Wine can be taxed as little as A30 cents for a standard drink (12.5 millilitres of alcohol), compared with at least A$1 for a standard beer and A$1.50 for a spirit. It’s a situation that alarms health advocates and outrages the distilling industry.
Much like the broader taxation system, Australia’s alcohol tax regime is the result of decades of tinkering driven by diverse and sometimes conflicting policy impulses.
In a study published in July 2015, Dr Elizabeth Manton of the Centre for Alcohol Policy Research, asked why.
She found that in wine-producing countries such as Australia, France and the US, wine is taxed relatively lightly because the structure of the industry – lots of small producers operating in clusters in key regional areas – gives it greater political clout.
There is ample evidence of the industry’s influence in Australia. In 2000, when the Goods and Services Tax (GST) was introduced, the Howard Government established the Wine Equalisation Tax (WET) to replace the wholesale tax. Alone among alcoholic drinks, wine would be taxed based on value not alcohol volume.
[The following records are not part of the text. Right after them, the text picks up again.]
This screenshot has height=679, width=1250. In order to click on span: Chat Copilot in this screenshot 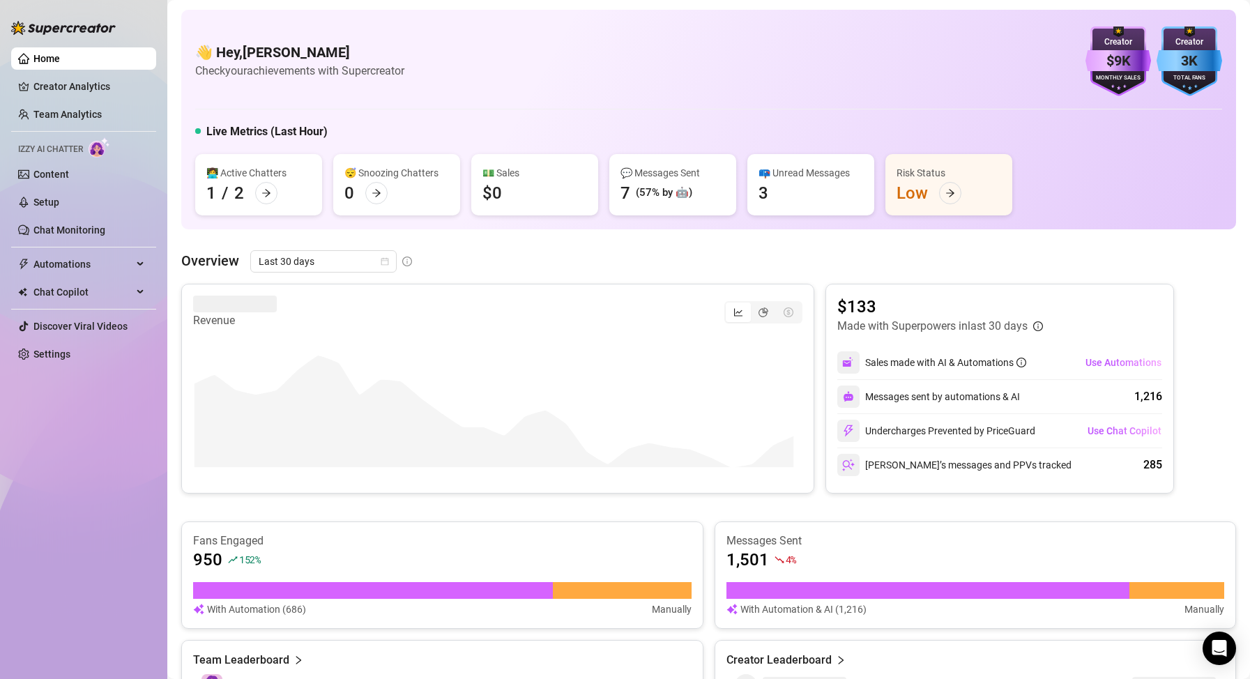, I will do `click(83, 292)`.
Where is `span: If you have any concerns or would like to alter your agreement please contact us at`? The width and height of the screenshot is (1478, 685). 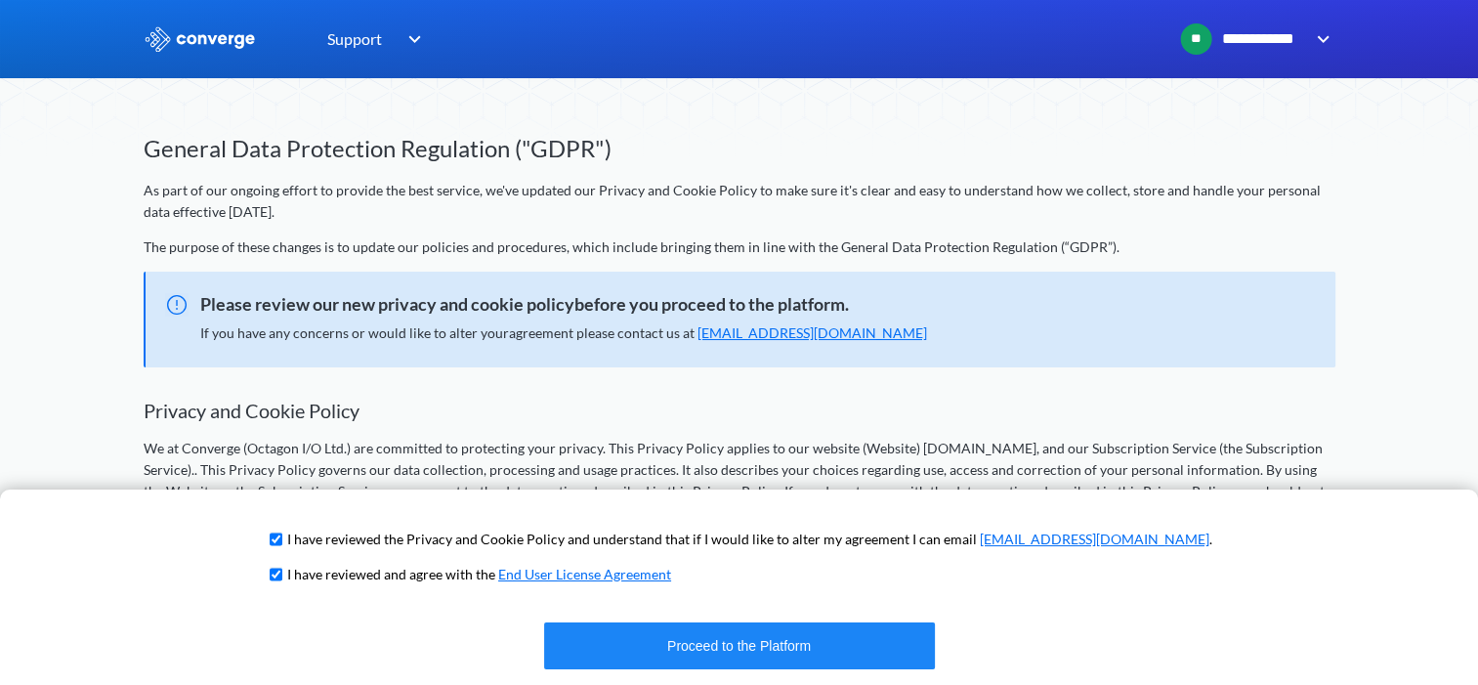 span: If you have any concerns or would like to alter your agreement please contact us at is located at coordinates (564, 332).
In 2004, when it became apparent the WET system was biased in favour of large wine makers, it was supplemented with an annual tax rebate of up to A$500,000 targeted at smaller wine producers. As the Distilled Spirits Industry Council of Australia notes, as at 2011 the rebate gave smaller vignerons an effective tax break on the first A$1.7 million of wine they sold in the domestic wholesale market, and acted as a deterrent to mergers.
Beer and other tax quirks
Similarly, Australia’s pubs and clubs have successfully lobbied for a lower excise on the beer poured through their taps than applies to packaged beer.
But the alcohol taxation picture becomes even more distorted than this.
Both beer and spirits were taxed from the early days of Federation as a way to raise revenue, though beer was slugged at a lesser rate because of a desire to protect domestic producers.
By the late 1970s, concern about the health effects of heavy beer drinking had spurred calls for cheaper tax treatment for lower alcohol beer, which was finally enacted in 1984.
Another shake-up came in the late 1990s courtesy of the Howard Government, which slashed the excise on beer, making it more competitive with wine and much less expensive than spirits.
Some have argued that reducing the excise on beer is a public health measure aimed at weaning drinkers off cheap cask wine. But a more intriguing argument is that administrations cut the price of beer to help hold down the official inflation rate (in the Hawke Government era, full-strength beer was part of the basket of goods measured by the Australian Bureau of Statistics to estimate the Consumer Price Index).
Beer’s competitive advantage over spirits has been further boosted by the government removing the excise on the first 1.15 per cent of alcohol by volume, which means beer drinkers pay less excise on their drinks of choice than those who imbibe pre-mixed drinks.
To add yet more confusion, brandy is taxed at a lower rate than other spirits following a concession granted in 1979 to protect grape growers, and Australia’s Free Trade Agreement with the US exempts US-made bourbon from the 5 per cent import duty applying to all other spirits.
If Australia’s alcohol tax system were a cocktail, it would be a wild, Technicolor explosion in a glass. It is the result of a mix of ingredients – revenue raising, political expediency, public health concerns and industry protection – that defy any unifying taste or theme.
Much like Tom Cruise’s Cocktail, the consensus says it is a dud.